Intelligent western melodrama which relocates Joe Mankiewicz's 1949 noir House of Strangers to the old west, and improves on it. Spencer Tracy plays an ageing pioneer who built up a cattle empire which will soon pass onto his four sons. The most loyal of these is Robert Wagner who is the issue of his marriage to a Native American. The other three sons belonged to his first (Irish) wife who died during the settlement.
The older sons are led by the more procedural Richard Widmark who wants to sell the land for oil and other minerals. But they are motivated by prejudice too. The film dares to allude to the racism of the 'Indian' wars hardening into a legal apartheid.
It's a story of the coming of law to the frontier. There's an audacious scene in a courtroom when Tracy goes on trial for dispensing instant justice. A grandstanding east coast lawyer puts him on trial, not so much for pulling down a copper mine which is poisoning his rivers, but for all the improvised law of the old, wild west.
It is shot on location in Arizona in gorgeous technicolor and cinemascope. This is one of the great westerns, a fascinating film with a brilliant script which presents realistic characters and complex ideas. Spencer Tracy is absolutely credible as the bullheaded, imperious patriarch who is an anachronism in his own lifetime. It's been called King Lear reimagined as a western! Which is tenuous, but gives an impression of its ambition.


## EXERCISE GOAL
With the pictures excluded, reproduce all of the data exactly.

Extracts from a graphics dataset

= Beginning of Section =

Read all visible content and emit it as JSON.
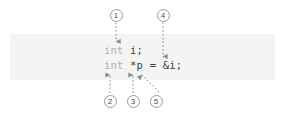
{
  "figure": {
    "band_color": "#f4f4f4",
    "keyword_color": "#b0b0b0",
    "code_color": "#3d3d3d",
    "callout_border_color": "#9a9a9a",
    "arrow_color": "#8c8c8c"
  },
  "code": {
    "lines": [
      {
        "keyword": "int",
        "rest": " i;"
      },
      {
        "keyword": "int",
        "rest": " *p = &i;"
      }
    ],
    "line1_keyword": "int",
    "line1_rest": " i;",
    "line2_keyword": "int",
    "line2_rest": " *p = &i;"
  },
  "callouts": [
    {
      "number": "1",
      "target": "int (line 1 type keyword)",
      "direction": "down"
    },
    {
      "number": "2",
      "target": "int (line 2 type keyword)",
      "direction": "up"
    },
    {
      "number": "3",
      "target": "* (pointer declarator)",
      "direction": "up"
    },
    {
      "number": "4",
      "target": "= (assignment operator)",
      "direction": "down"
    },
    {
      "number": "5",
      "target": "& (address-of operator)",
      "direction": "up-left"
    }
  ],
  "labels": {
    "c1": "1",
    "c2": "2",
    "c3": "3",
    "c4": "4",
    "c5": "5"
  }
}
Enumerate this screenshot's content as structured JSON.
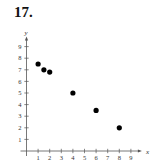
{
  "problem_number": "17.",
  "chart_data": {
    "type": "scatter",
    "title": "",
    "xlabel": "x",
    "ylabel": "y",
    "xlim": [
      0,
      9
    ],
    "ylim": [
      0,
      9
    ],
    "x_ticks": [
      1,
      2,
      3,
      4,
      5,
      6,
      7,
      8,
      9
    ],
    "y_ticks": [
      1,
      2,
      3,
      4,
      5,
      6,
      7,
      8,
      9
    ],
    "grid": false,
    "legend": null,
    "series": [
      {
        "name": "points",
        "x": [
          1,
          1.5,
          2,
          4,
          6,
          8
        ],
        "y": [
          7.5,
          7,
          6.8,
          5,
          3.5,
          2
        ]
      }
    ]
  },
  "colors": {
    "axis": "#555555",
    "points": "#000000"
  }
}
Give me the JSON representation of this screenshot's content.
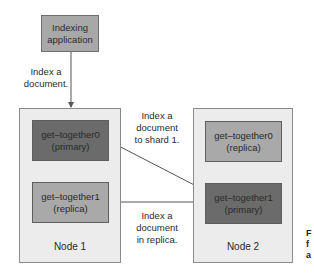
{
  "diagram": {
    "app": {
      "line1": "Indexing",
      "line2": "application"
    },
    "labels": {
      "index_doc": {
        "line1": "Index a",
        "line2": "document."
      },
      "to_shard": {
        "line1": "Index a",
        "line2": "document",
        "line3": "to shard 1."
      },
      "in_replica": {
        "line1": "Index a",
        "line2": "document",
        "line3": "in replica."
      }
    },
    "nodes": [
      {
        "name": "Node 1",
        "shards": [
          {
            "name": "get–together0",
            "role": "(primary)",
            "type": "primary"
          },
          {
            "name": "get–together1",
            "role": "(replica)",
            "type": "replica"
          }
        ]
      },
      {
        "name": "Node 2",
        "shards": [
          {
            "name": "get–together0",
            "role": "(replica)",
            "type": "replica"
          },
          {
            "name": "get–together1",
            "role": "(primary)",
            "type": "primary"
          }
        ]
      }
    ],
    "caption_fragment": {
      "line1": "F",
      "line2": "f",
      "line3": "a"
    },
    "colors": {
      "primary_fill": "#6b6b6b",
      "replica_fill": "#a9a9a9",
      "node_fill": "#ececec",
      "app_fill": "#a8a8a8",
      "line": "#555555"
    }
  }
}
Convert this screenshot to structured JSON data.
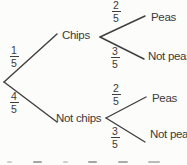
{
  "diagram_type": "probability-tree",
  "tree": {
    "stage1": [
      {
        "label": "Chips",
        "prob_num": "1",
        "prob_den": "5"
      },
      {
        "label": "Not chips",
        "prob_num": "4",
        "prob_den": "5"
      }
    ],
    "stage2": [
      {
        "parent": "Chips",
        "label": "Peas",
        "prob_num": "2",
        "prob_den": "5"
      },
      {
        "parent": "Chips",
        "label": "Not peas",
        "prob_num": "3",
        "prob_den": "5"
      },
      {
        "parent": "Not chips",
        "label": "Peas",
        "prob_num": "2",
        "prob_den": "5"
      },
      {
        "parent": "Not chips",
        "label": "Not peas",
        "prob_num": "3",
        "prob_den": "5"
      }
    ]
  },
  "colors": {
    "ink": "#3d3d3d",
    "line": "#3f3f3f",
    "background": "#fcfcfa"
  }
}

= End of Section =

## SOLUTION TO THIS TASK
Read all visible content and emit it as JSON.
{
  "figure": {
    "band_color": "#f4f4f4",
    "keyword_color": "#b0b0b0",
    "code_color": "#3d3d3d",
    "callout_border_color": "#9a9a9a",
    "arrow_color": "#8c8c8c"
  },
  "code": {
    "lines": [
      {
        "keyword": "int",
        "rest": " i;"
      },
      {
        "keyword": "int",
        "rest": " *p = &i;"
      }
    ],
    "line1_keyword": "int",
    "line1_rest": " i;",
    "line2_keyword": "int",
    "line2_rest": " *p = &i;"
  },
  "callouts": [
    {
      "number": "1",
      "target": "int (line 1 type keyword)",
      "direction": "down"
    },
    {
      "number": "2",
      "target": "int (line 2 type keyword)",
      "direction": "up"
    },
    {
      "number": "3",
      "target": "* (pointer declarator)",
      "direction": "up"
    },
    {
      "number": "4",
      "target": "= (assignment operator)",
      "direction": "down"
    },
    {
      "number": "5",
      "target": "& (address-of operator)",
      "direction": "up-left"
    }
  ],
  "labels": {
    "c1": "1",
    "c2": "2",
    "c3": "3",
    "c4": "4",
    "c5": "5"
  }
}
Enumerate this screenshot's content as structured JSON.
{
  "problem_number": "17.",
  "chart_data": {
    "type": "scatter",
    "title": "",
    "xlabel": "x",
    "ylabel": "y",
    "xlim": [
      0,
      9
    ],
    "ylim": [
      0,
      9
    ],
    "x_ticks": [
      1,
      2,
      3,
      4,
      5,
      6,
      7,
      8,
      9
    ],
    "y_ticks": [
      1,
      2,
      3,
      4,
      5,
      6,
      7,
      8,
      9
    ],
    "grid": false,
    "legend": null,
    "series": [
      {
        "name": "points",
        "x": [
          1,
          1.5,
          2,
          4,
          6,
          8
        ],
        "y": [
          7.5,
          7,
          6.8,
          5,
          3.5,
          2
        ]
      }
    ]
  },
  "colors": {
    "axis": "#555555",
    "points": "#000000"
  }
}
Give me the JSON representation of this screenshot's content.
{
  "diagram": {
    "app": {
      "line1": "Indexing",
      "line2": "application"
    },
    "labels": {
      "index_doc": {
        "line1": "Index a",
        "line2": "document."
      },
      "to_shard": {
        "line1": "Index a",
        "line2": "document",
        "line3": "to shard 1."
      },
      "in_replica": {
        "line1": "Index a",
        "line2": "document",
        "line3": "in replica."
      }
    },
    "nodes": [
      {
        "name": "Node 1",
        "shards": [
          {
            "name": "get–together0",
            "role": "(primary)",
            "type": "primary"
          },
          {
            "name": "get–together1",
            "role": "(replica)",
            "type": "replica"
          }
        ]
      },
      {
        "name": "Node 2",
        "shards": [
          {
            "name": "get–together0",
            "role": "(replica)",
            "type": "replica"
          },
          {
            "name": "get–together1",
            "role": "(primary)",
            "type": "primary"
          }
        ]
      }
    ],
    "caption_fragment": {
      "line1": "F",
      "line2": "f",
      "line3": "a"
    },
    "colors": {
      "primary_fill": "#6b6b6b",
      "replica_fill": "#a9a9a9",
      "node_fill": "#ececec",
      "app_fill": "#a8a8a8",
      "line": "#555555"
    }
  }
}
Convert this screenshot to structured JSON data.
{
  "diagram_type": "probability-tree",
  "tree": {
    "stage1": [
      {
        "label": "Chips",
        "prob_num": "1",
        "prob_den": "5"
      },
      {
        "label": "Not chips",
        "prob_num": "4",
        "prob_den": "5"
      }
    ],
    "stage2": [
      {
        "parent": "Chips",
        "label": "Peas",
        "prob_num": "2",
        "prob_den": "5"
      },
      {
        "parent": "Chips",
        "label": "Not peas",
        "prob_num": "3",
        "prob_den": "5"
      },
      {
        "parent": "Not chips",
        "label": "Peas",
        "prob_num": "2",
        "prob_den": "5"
      },
      {
        "parent": "Not chips",
        "label": "Not peas",
        "prob_num": "3",
        "prob_den": "5"
      }
    ]
  },
  "colors": {
    "ink": "#3d3d3d",
    "line": "#3f3f3f",
    "background": "#fcfcfa"
  }
}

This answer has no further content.